Changes to the Sun
There have also been some recent dramatic changes to the sun. The Ulysses spacecraft sent by NASA to measure the magnetic field of the sun found the magnetic fields of the poles enormously diminished. The magnetic poles of the sun usually reverse at the end of an eleven-year sunspot cycle. At the end of the most recent cycle, the poles only moved to the sun's equator and did not completely invert. This behavior alters everything that was previously believed about the sun's magnetic field. Effectively, the sun no longer has a single north or south magnetic pole; instead, it has four poles located in the equatorial regions.
X-Ray Flares
After the peak of the last eleven-year sunspot cycle in 1999, the sun has had a number of extremely large x-ray flare events. One of these, on April 2, 2001, was so large that it went off the scale completely. The previous scale ran to X-20 as the highest category, but this solar flare had to be categorized as an X-22 event. The x-ray burst was not in the direction of Earth, but a much smaller x-ray flare in 1989 was responsible for knocking out the whole Canadian power grid. If the X-22 event had hit Earth, possible consequences could have included major power outages, interruption of the Internet, damage to telecommunications and GPS satellites, and even the wiping of computer hard drives. The most powerful flare observed since then happened on November 4, 2003. It lasted eleven minutes and produced an x-ray flux of at least X-28, although some reports suggest it was much larger even than that.
The data gathered by the Ulysses spacecraft showed that the sun's magnetic field interacts with the rest of the solar system in a much more complex fashion than previously believed. NASA scientists determined that the polar magnetic field is much weaker than previously observed and the amount of cosmic dust entering the solar system is thirty times more than expected.
The Carrington Event
These recent events, though very significant, are not actually the largest solar flares ever recorded. That honor goes to a flare that happened on September 1, 1859. This has become known as the Carrington event after Richard Carrington, the young English astronomer who saw the event as it happened from his private observatory.
It was a remarkable piece of luck that he happened to be observing the sun at the particular moment that the flare erupted, because the event lasted for less than five minutes. In that time, a huge knot of sunspots appeared and generated a plume that was by far the biggest observed in the 160 years records have been kept.
Before dawn on the following day, a huge firework display of auroral lights bathed Earth, reaching as far south as the Caribbean. The rainbow-hued lights were so brilliant that it was said to be possible to read by them as if it were daylight. The Carrington event also caused major disruption to the telegraph system worldwide.
Conventional astronomy suggests that a flare of this size may only happen once every 500 years or so, but even greater flares have been observed on other stars. Some of these stellar megaflares have emitted quantities of radiation that would be likely to cause major loss of life on Earth.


WHAT IS EXPECTED
Return the records below exactly, leaving nothing out.

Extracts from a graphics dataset
========================================
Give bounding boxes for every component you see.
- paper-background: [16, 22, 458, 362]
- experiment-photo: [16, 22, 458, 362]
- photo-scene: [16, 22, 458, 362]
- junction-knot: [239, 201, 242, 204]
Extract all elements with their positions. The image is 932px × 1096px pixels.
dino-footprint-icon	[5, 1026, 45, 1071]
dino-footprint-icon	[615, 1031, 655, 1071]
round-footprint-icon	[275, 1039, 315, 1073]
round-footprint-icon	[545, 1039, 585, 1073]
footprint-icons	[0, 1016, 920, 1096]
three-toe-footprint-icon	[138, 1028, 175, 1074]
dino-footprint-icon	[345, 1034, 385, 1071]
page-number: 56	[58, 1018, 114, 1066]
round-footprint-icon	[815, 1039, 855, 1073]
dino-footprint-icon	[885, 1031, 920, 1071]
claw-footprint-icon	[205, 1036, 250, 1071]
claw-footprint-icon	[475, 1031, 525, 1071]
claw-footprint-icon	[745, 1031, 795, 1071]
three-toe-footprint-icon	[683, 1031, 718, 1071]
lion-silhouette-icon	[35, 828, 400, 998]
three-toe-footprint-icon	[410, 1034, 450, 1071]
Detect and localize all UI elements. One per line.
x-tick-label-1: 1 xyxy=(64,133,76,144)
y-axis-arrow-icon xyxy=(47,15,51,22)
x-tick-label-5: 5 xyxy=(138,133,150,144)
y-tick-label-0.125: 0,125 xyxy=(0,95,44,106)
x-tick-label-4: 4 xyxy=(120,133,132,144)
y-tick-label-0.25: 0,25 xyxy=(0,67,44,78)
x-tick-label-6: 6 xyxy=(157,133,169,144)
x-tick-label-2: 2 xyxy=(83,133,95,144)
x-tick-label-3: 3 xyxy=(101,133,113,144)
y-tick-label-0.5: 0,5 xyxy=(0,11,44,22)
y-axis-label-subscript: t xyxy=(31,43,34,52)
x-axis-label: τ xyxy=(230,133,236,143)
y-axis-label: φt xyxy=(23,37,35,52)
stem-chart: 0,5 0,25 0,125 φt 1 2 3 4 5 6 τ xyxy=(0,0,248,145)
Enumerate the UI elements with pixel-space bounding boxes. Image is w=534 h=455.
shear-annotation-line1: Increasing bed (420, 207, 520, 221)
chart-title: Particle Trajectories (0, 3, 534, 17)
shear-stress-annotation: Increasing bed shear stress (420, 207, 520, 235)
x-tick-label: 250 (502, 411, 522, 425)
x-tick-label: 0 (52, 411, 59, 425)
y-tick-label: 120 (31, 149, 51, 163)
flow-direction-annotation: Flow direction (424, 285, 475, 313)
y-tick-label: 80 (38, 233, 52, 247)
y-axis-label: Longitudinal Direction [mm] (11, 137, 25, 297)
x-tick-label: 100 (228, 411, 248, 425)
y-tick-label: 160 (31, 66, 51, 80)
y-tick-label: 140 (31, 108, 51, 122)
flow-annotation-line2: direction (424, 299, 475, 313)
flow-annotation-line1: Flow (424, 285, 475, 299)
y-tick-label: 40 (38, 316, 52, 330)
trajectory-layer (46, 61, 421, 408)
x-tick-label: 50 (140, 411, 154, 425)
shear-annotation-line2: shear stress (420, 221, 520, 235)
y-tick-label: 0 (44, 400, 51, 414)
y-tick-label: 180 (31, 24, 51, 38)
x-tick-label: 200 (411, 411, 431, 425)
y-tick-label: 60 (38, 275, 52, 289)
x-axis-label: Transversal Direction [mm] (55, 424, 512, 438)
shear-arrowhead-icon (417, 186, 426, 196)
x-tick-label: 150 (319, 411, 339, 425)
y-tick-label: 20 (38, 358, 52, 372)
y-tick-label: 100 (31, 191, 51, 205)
========================================
PROBLEM SOLUTION
Give bounding boxes for every component you see.
- paper-background: [16, 22, 458, 362]
- experiment-photo: [16, 22, 458, 362]
- photo-scene: [16, 22, 458, 362]
- junction-knot: [239, 201, 242, 204]
Extract all elements with their positions. The image is 932px × 1096px pixels.
dino-footprint-icon	[5, 1026, 45, 1071]
dino-footprint-icon	[615, 1031, 655, 1071]
round-footprint-icon	[275, 1039, 315, 1073]
round-footprint-icon	[545, 1039, 585, 1073]
footprint-icons	[0, 1016, 920, 1096]
three-toe-footprint-icon	[138, 1028, 175, 1074]
dino-footprint-icon	[345, 1034, 385, 1071]
page-number: 56	[58, 1018, 114, 1066]
round-footprint-icon	[815, 1039, 855, 1073]
dino-footprint-icon	[885, 1031, 920, 1071]
claw-footprint-icon	[205, 1036, 250, 1071]
claw-footprint-icon	[475, 1031, 525, 1071]
claw-footprint-icon	[745, 1031, 795, 1071]
three-toe-footprint-icon	[683, 1031, 718, 1071]
lion-silhouette-icon	[35, 828, 400, 998]
three-toe-footprint-icon	[410, 1034, 450, 1071]
Detect and localize all UI elements. One per line.
x-tick-label-1: 1 xyxy=(64,133,76,144)
y-axis-arrow-icon xyxy=(47,15,51,22)
x-tick-label-5: 5 xyxy=(138,133,150,144)
y-tick-label-0.125: 0,125 xyxy=(0,95,44,106)
x-tick-label-4: 4 xyxy=(120,133,132,144)
y-tick-label-0.25: 0,25 xyxy=(0,67,44,78)
x-tick-label-6: 6 xyxy=(157,133,169,144)
x-tick-label-2: 2 xyxy=(83,133,95,144)
x-tick-label-3: 3 xyxy=(101,133,113,144)
y-tick-label-0.5: 0,5 xyxy=(0,11,44,22)
y-axis-label-subscript: t xyxy=(31,43,34,52)
x-axis-label: τ xyxy=(230,133,236,143)
y-axis-label: φt xyxy=(23,37,35,52)
stem-chart: 0,5 0,25 0,125 φt 1 2 3 4 5 6 τ xyxy=(0,0,248,145)
Enumerate the UI elements with pixel-space bounding boxes. Image is w=534 h=455.
shear-annotation-line1: Increasing bed (420, 207, 520, 221)
chart-title: Particle Trajectories (0, 3, 534, 17)
shear-stress-annotation: Increasing bed shear stress (420, 207, 520, 235)
x-tick-label: 250 (502, 411, 522, 425)
x-tick-label: 0 (52, 411, 59, 425)
y-tick-label: 120 (31, 149, 51, 163)
flow-direction-annotation: Flow direction (424, 285, 475, 313)
y-tick-label: 80 (38, 233, 52, 247)
y-axis-label: Longitudinal Direction [mm] (11, 137, 25, 297)
x-tick-label: 100 (228, 411, 248, 425)
y-tick-label: 160 (31, 66, 51, 80)
y-tick-label: 140 (31, 108, 51, 122)
flow-annotation-line2: direction (424, 299, 475, 313)
flow-annotation-line1: Flow (424, 285, 475, 299)
y-tick-label: 40 (38, 316, 52, 330)
trajectory-layer (46, 61, 421, 408)
x-tick-label: 50 (140, 411, 154, 425)
shear-annotation-line2: shear stress (420, 221, 520, 235)
y-tick-label: 0 (44, 400, 51, 414)
y-tick-label: 180 (31, 24, 51, 38)
x-tick-label: 200 (411, 411, 431, 425)
y-tick-label: 60 (38, 275, 52, 289)
x-axis-label: Transversal Direction [mm] (55, 424, 512, 438)
shear-arrowhead-icon (417, 186, 426, 196)
x-tick-label: 150 (319, 411, 339, 425)
y-tick-label: 20 (38, 358, 52, 372)
y-tick-label: 100 (31, 191, 51, 205)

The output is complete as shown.